Now, he's 18 and starring at Virginia. He has won the ACC rookie of the week five times, and he's sixth in the ACC in scoring at 17.3 points per game. Sylven gives much of the credit to his father, who bounces the praise back to Sylven's dedication. When the Cavaliers play Maryland tonight, Steven will be watching from Flushing, and basketball fans will see the product of Steven's plan and Sylven's work.

"I knew since he was little he was going to be great," Steven said. "But if you're going to tell your neighbor that about your 4-year-old son, they'd think you're crazy."

Steven played basketball recreationally at Hofstra and Nassau Community College and determined Sylven would excel. He purchased basketball training books when Sylven was an infant and started working on ball drills with Sylven when he turned 4. Steven read how former UCLA coach John Wooden focused on the same drills and practices every season. The recipe seemed simple. Implement the fundamentals, and do not stop honing them. Not on Christmas Eve, not on New Year's Day.
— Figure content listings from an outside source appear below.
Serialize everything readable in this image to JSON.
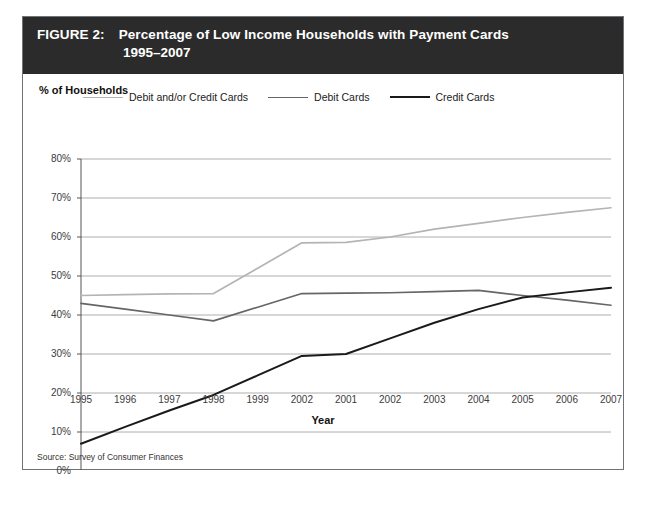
{
  "figure": {
    "label": "FIGURE 2:",
    "title_line1": "Percentage of Low Income Households with Payment Cards",
    "title_line2": "1995–2007",
    "source": "Source: Survey of Consumer Finances"
  },
  "colors": {
    "header_background": "#2b2b2b",
    "header_text": "#ffffff",
    "frame_border": "#6f7276",
    "gridline": "#9a9a9a",
    "axis": "#555555",
    "series_debit_and_or_credit": "#b4b4b4",
    "series_debit": "#666666",
    "series_credit": "#1a1a1a",
    "plot_background": "#ffffff"
  },
  "chart_data": {
    "type": "line",
    "title": "Percentage of Low Income Households with Payment Cards 1995–2007",
    "xlabel": "Year",
    "ylabel": "% of Households",
    "ylim": [
      0,
      80
    ],
    "ytick_labels": [
      "0%",
      "10%",
      "20%",
      "30%",
      "40%",
      "50%",
      "60%",
      "70%",
      "80%"
    ],
    "ytick_values": [
      0,
      10,
      20,
      30,
      40,
      50,
      60,
      70,
      80
    ],
    "grid": true,
    "legend_position": "top-left-inside",
    "categories": [
      "1995",
      "1996",
      "1997",
      "1998",
      "1999",
      "2002",
      "2001",
      "2002",
      "2003",
      "2004",
      "2005",
      "2006",
      "2007"
    ],
    "series": [
      {
        "name": "Debit and/or Credit Cards",
        "color": "#b4b4b4",
        "values": [
          45.0,
          45.2,
          45.4,
          45.5,
          52.0,
          58.5,
          58.6,
          60.0,
          62.0,
          63.5,
          65.0,
          66.3,
          67.5
        ]
      },
      {
        "name": "Debit Cards",
        "color": "#666666",
        "values": [
          43.0,
          41.5,
          40.0,
          38.5,
          42.0,
          45.5,
          45.6,
          45.7,
          46.0,
          46.3,
          45.0,
          43.8,
          42.5
        ]
      },
      {
        "name": "Credit Cards",
        "color": "#1a1a1a",
        "values": [
          7.0,
          11.3,
          15.5,
          19.5,
          24.5,
          29.5,
          30.0,
          34.0,
          38.0,
          41.5,
          44.5,
          45.8,
          47.0
        ]
      }
    ]
  }
}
"A holiday meant more time to practice," said Lloyd Desvigne, one of Sylven's youth coaches and an assistant at Holy Cross.

By high school, Steven wanted the training conducted by experts. He took recommendations and shuttled Sylven around New York City. Different instructors specialized in different skills. The constant was the early mornings.

"At first, I tried to get out of it," Sylven said. "I'd rather be going to school than doing that! I had an excuse every morning. You know, 'My foot hurts.' But he never let me get away with it. As I started getting a little older, I realized this is what I have to do. This is not like a punishment. This is something that's going to help me in the long run."

On Saturday mornings, Sylven wanted to watch cartoons with his mother, Ingrid. Steven brought him to workouts. All the work initially concerned Ingrid, who asked, "Are you crazy? What are you doing to my baby?" She wanted Sylven to focus on school, a life outside of basketball, as well as keep his sneakers from piling in the foyer.

Ingrid later realized that Sylven possessed potential. Most of all, he enjoyed basketball, and she did not feel it conflicted with the person he was becoming. Her role was to add balance to his life.

"I wasn't like any other normal kid my age," Sylven said. "Everybody would come back to school the next day and say, 'Did you see this?' No, I didn't see it. I always felt out of the loop and stuff."